I chuckled that both of our ladies shared the slapping gene, then gave myself a hard mental kick–if Jen were my lady, she wouldn’t be out in the garage, rifling through everything she owned in preparation to leave me.
I queued up Slanker Knox’s latest album, putting it on repeat so the songs would be ingrained by tomorrow, and played computer solitaire until Jensen yelled down the hall that she was ordering a pizza for dinner. She had the audacity to ask if I had any special requests.
Well, duh. But since what I wanted had nothing to do with deep-dish, I just told her I was in the mood for anything but for mushrooms.
I don’t want to bore you with the excruciating evening. I guess examining the piles of her household put her in the mood to yammer non-stop about her wish-list for her next dwelling. I only interjected once, when she was carrying on about living rent-free with her parents and how it afforded her time to find ‘just the right place.’
I reminded her that my home was sans rent, as well, and that she didn’t have to move hundreds of miles to obtain that particular perk.
She scooped up Angus and went to her room without saying another damn word.
I wasn’t sure how to take that. Was she upset that I’d popped her happy-bubble? Or was it because she was running out of reasons to justify leaving? Could be that, like me, she was tired of rehashing the only quasi-valid motive I couldn’t punch holes in–the fact that her parents were there and not here.
I needed to figure out how to make here—with me—be the more appealing place.
Chapter 18
*Pour Some Sugar 0n Me*
At quarter to nine, Jen went down to pick up the box of Krispy Kreme from the reception area. I’d never known JT to have much of a sweet tooth, but then, the doughnuts weren’t for him.
He’d sent me an email around eight, asking for a bunch of plain glazed; apparently, his wife Kori was jonesing for fried dough.
Which, of course, I couldn’t tell anyone about. So I just trotted forty bucks up to Carmen in reception to see if she could sweet-talk anyone into fetching a few dozen before the interview.
Who was I kidding? The sales people probably duked it out for dibs. That department had a serious sugar problem.
Jensen came back in and I thought she was going to drop the whole boxful all over the floor. Her eyes looked a little wild, and was she hyperventilating?
“Nervous, Jen?” I nearly laughed out loud. JT Blackwood was about the most down-to-earth, normal-guy rockstar I’d ever met.
“Shut up,” she muttered, sliding the polka-dotted box onto the counter by the coffeepot.
“He’s a regular guy.”
“I know that. It’s just...” Mumble mumble.
“What was that, Jenny-Jen?” I smiled for the first time since the Hangover Buffet. I hadn’t gotten to tease her in days, and it dawned on me how much I’d missed it.
“I had a crush on him in college!” she burst out, turning about eleven different shades of red. “Happy now?”
The laugh popped out before I could stop it. “You and about a million other women,” I quipped.
I wasn’t surprised when she belted me on the shoulder.
“Yeah, well, those million other women aren’t interviewing him this morning,” she grumbled, fumbling with the bag of coffee and spilling grounds everywhere. “With his shiny new wife in the room, no less.”
I hadn’t met Kori yet, but I knew her background, from both JT and the tabloid fodder that swirled like a cesspool when they got married. “Until eighteen months ago, she was an ordinary working stiff like everybody else. Quit stressing.” I got up to interrupt the coffee-slaughter.
I put my hand on hers to take over, and found it was actually shaking. I also noticed the lightning bolt that shot up my arm and through my chest to land in my balls.
I shrugged off my reaction; I didn’t have a choice. A larger-than-life rockstar would be here any minute and he didn’t need to walk into the middle of a discussion (quarrel) between me and Jen.
That turned out to be a wise choice–the legend in question strolled through the studio door before the coffee had finished brewing.
“Tack, you dodgy bastard, how the bloody hell are you?” In typical JT Blackwood fashion, he shook my hand and used it to yank me into a quick one-armed embrace. Before greeting Jen, he introduced us to the pretty blonde woman near his side.
As I shook her hand–she definitely gave off the I don’t hug people I don’t know vibe–she gave it a squeeze and her warm smile broadened. Her dark blue eyes held a merry twinkle as she said, “So you’re the wicked one. I can see that Las Vegas didn’t stand a chance when you two decided to hit the town.”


Brief: Copy out all lines of the material below in which "Image" occurs.

Exercise data:

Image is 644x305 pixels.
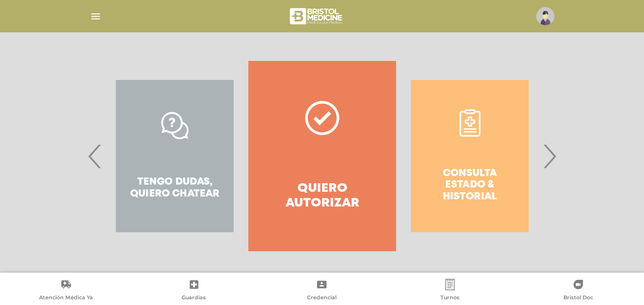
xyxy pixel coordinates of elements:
[288,5,345,28] img: bristol-medicine-blanco.png
[514,279,642,303] a: Bristol Doc
[248,61,396,251] a: Quiero autorizar
[540,130,559,182] span: Next
[441,294,460,303] span: Turnos
[90,10,101,22] img: Cober_menu-lines-white.svg
[265,181,379,211] h4: Quiero autorizar
[258,279,386,303] a: Credencial
[564,294,593,303] span: Bristol Doc
[130,279,258,303] a: Guardias
[86,130,104,182] span: Previous
[181,294,206,303] span: Guardias
[39,294,93,303] span: Atención Médica Ya
[536,7,554,25] img: profile-placeholder.svg
[2,279,130,303] a: Atención Médica Ya
[386,279,514,303] a: Turnos
[307,294,336,303] span: Credencial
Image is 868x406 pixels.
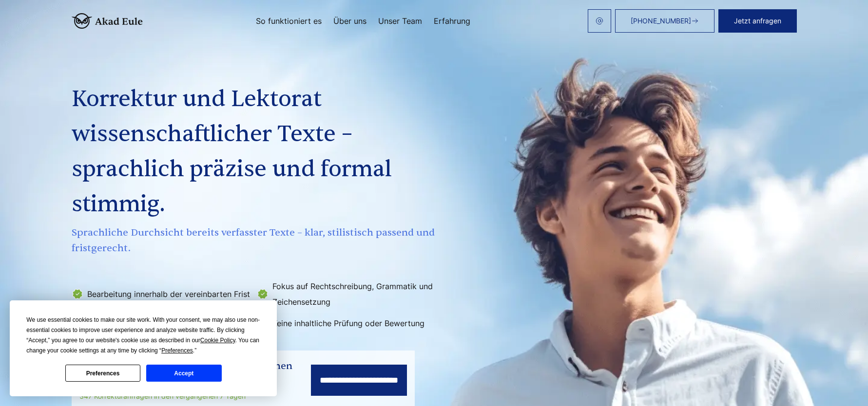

Result of the task:
Image is 644x305 pixels.
Image is 868x406 pixels.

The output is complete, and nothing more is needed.